Geolocating German on Twitter: Hitches and Glitches of Building and Exploring a Twitter Corpus

Bettina Larl, Eva Zangerle


Abstract

Languages, and thus Linguistics, have always been influenced by technological developments and new media forms and every development brought new methods and approaches of how language can or should be studied and explored. About 16% of the EU residents speak German as a native language and this makes it the widest spread language within the European Union. German is a pluricentric language with three standard varieties: German Standard German, Swiss Standard German and Austrian Standard German. The official borders between Germany, Austria and Switzerland also form the boundary between the three standards.
Because of easy access and informal communication methods, more and more oral markers find their way into written language. This is often showcased on social media platforms such as Twitter. Every tweet includes language output in the form of short messages that can contain different regional characteristics. Tweets can be geolocated, which means these language outputs can be assigned to the geographic location they were tweeted from.
To explore research questions like “Is there a connection between the language output and the geographic location tweets were sent from?” and “Could, for example, lexical varieties be allocated to a specific region by geolocation information provided in tweets?” We are building a Twitter Corpus. The Corpus contains tweets collected via the Twitter streaming API, using a binding box around the rough approximation of the Deutscher Sprachraum and re-filtering the results for Tweets sent within Germany, Austria, Switzerland and South Tyrol/Italy. This paper shows preliminary findings of hand sampling a random sample of 1,000,000 Tweets.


Copy the entries character for character.

Saved entries
● ● ● ●

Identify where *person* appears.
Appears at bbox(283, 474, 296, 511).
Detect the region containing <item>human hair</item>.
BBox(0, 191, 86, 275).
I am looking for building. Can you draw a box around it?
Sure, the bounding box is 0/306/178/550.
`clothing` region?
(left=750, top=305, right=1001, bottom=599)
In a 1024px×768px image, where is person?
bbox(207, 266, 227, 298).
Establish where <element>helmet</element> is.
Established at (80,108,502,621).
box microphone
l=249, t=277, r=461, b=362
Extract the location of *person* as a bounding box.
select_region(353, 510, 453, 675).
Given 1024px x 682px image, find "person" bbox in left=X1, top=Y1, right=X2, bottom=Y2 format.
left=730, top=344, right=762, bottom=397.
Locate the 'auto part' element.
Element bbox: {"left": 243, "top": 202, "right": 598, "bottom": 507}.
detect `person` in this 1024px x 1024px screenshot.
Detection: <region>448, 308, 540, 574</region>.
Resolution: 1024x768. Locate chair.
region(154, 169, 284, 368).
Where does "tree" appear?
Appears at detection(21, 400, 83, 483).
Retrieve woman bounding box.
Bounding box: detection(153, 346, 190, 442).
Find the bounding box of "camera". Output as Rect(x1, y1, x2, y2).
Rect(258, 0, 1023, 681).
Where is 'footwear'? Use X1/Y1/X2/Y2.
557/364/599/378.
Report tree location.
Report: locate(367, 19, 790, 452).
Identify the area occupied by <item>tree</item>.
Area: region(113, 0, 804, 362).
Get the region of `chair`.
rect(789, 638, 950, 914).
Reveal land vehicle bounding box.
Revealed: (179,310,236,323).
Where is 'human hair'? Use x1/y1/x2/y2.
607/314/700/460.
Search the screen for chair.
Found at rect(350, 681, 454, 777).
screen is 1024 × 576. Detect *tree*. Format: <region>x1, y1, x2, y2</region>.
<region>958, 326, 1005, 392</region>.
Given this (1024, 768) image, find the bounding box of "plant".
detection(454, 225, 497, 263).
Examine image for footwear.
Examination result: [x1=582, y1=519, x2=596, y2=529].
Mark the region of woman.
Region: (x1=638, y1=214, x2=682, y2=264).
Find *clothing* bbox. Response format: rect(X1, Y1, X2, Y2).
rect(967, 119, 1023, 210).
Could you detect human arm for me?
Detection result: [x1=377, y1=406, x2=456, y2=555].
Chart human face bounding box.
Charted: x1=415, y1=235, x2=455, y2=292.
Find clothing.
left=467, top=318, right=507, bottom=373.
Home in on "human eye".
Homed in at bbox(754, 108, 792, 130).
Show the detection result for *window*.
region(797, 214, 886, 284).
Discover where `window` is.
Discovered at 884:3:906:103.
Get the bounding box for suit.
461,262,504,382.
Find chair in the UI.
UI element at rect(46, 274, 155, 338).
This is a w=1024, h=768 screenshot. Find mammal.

● ● ● ●

→ EXPECTED OUTPUT:
Identify where *person* appears.
Appears at bbox(283, 474, 296, 511).
Detect the region containing <item>human hair</item>.
BBox(0, 191, 86, 275).
I am looking for building. Can you draw a box around it?
Sure, the bounding box is 0/306/178/550.
`clothing` region?
(left=750, top=305, right=1001, bottom=599)
In a 1024px×768px image, where is person?
bbox(207, 266, 227, 298).
Establish where <element>helmet</element> is.
Established at (80,108,502,621).
box microphone
l=249, t=277, r=461, b=362
Extract the location of *person* as a bounding box.
select_region(353, 510, 453, 675).
Given 1024px x 682px image, find "person" bbox in left=X1, top=Y1, right=X2, bottom=Y2 format.
left=730, top=344, right=762, bottom=397.
Locate the 'auto part' element.
Element bbox: {"left": 243, "top": 202, "right": 598, "bottom": 507}.
detect `person` in this 1024px x 1024px screenshot.
Detection: <region>448, 308, 540, 574</region>.
Resolution: 1024x768. Locate chair.
region(154, 169, 284, 368).
Where does "tree" appear?
Appears at detection(21, 400, 83, 483).
Retrieve woman bounding box.
Bounding box: detection(153, 346, 190, 442).
Find the bounding box of "camera". Output as Rect(x1, y1, x2, y2).
Rect(258, 0, 1023, 681).
Where is 'footwear'? Use X1/Y1/X2/Y2.
557/364/599/378.
Report tree location.
Report: locate(367, 19, 790, 452).
Identify the area occupied by <item>tree</item>.
Area: region(113, 0, 804, 362).
Get the region of `chair`.
rect(789, 638, 950, 914).
Reveal land vehicle bounding box.
Revealed: (179,310,236,323).
Where is 'human hair'? Use x1/y1/x2/y2.
607/314/700/460.
Search the screen for chair.
Found at rect(350, 681, 454, 777).
screen is 1024 × 576. Detect *tree*. Format: <region>x1, y1, x2, y2</region>.
<region>958, 326, 1005, 392</region>.
Given this (1024, 768) image, find the bounding box of "plant".
detection(454, 225, 497, 263).
Examine image for footwear.
Examination result: [x1=582, y1=519, x2=596, y2=529].
Mark the region of woman.
Region: (x1=638, y1=214, x2=682, y2=264).
Find *clothing* bbox. Response format: rect(X1, Y1, X2, Y2).
rect(967, 119, 1023, 210).
Could you detect human arm for me?
Detection result: [x1=377, y1=406, x2=456, y2=555].
Chart human face bounding box.
Charted: x1=415, y1=235, x2=455, y2=292.
Find clothing.
left=467, top=318, right=507, bottom=373.
Home in on "human eye".
Homed in at bbox(754, 108, 792, 130).
Show the detection result for *window*.
region(797, 214, 886, 284).
Discover where `window` is.
Discovered at 884:3:906:103.
Get the bounding box for suit.
461,262,504,382.
Find chair in the UI.
UI element at rect(46, 274, 155, 338).
This is a w=1024, h=768 screenshot. Find mammal.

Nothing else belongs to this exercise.